We at Retake Our Democracy feel that conceding the possibility of gas is unacceptable. We feel that asking ratepayers to pay 100% of the cost of PNM’s poor stewardship is unjust. We feel that a good RPS is not worth another expensive bail-out when a new gas plant needs to close, when renewable energy offers a less costly and more environmentally responsible alternative. We feel that the failure of the Alliance supporting this bill to consult with indigenous groups, the PRC, or New Energy Economy is a serious oversight.
Most importantly, we believe these issues are far too complex to be decided by legislators who have no time to review bills in detail and who have no staff to analyze these bills.
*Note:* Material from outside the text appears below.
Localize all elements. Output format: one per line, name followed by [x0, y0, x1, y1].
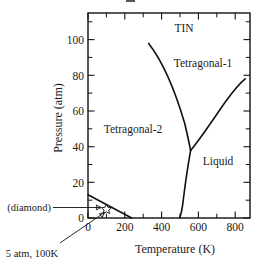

The PRC was established to make these decisions because they have staff, time, expertise, the ability to audit PNM cost claims, and to hold hearings with testimony offered under oath. In short, they can get at the truth. We are asking legislators to table this bill and allow time for amendments to be added.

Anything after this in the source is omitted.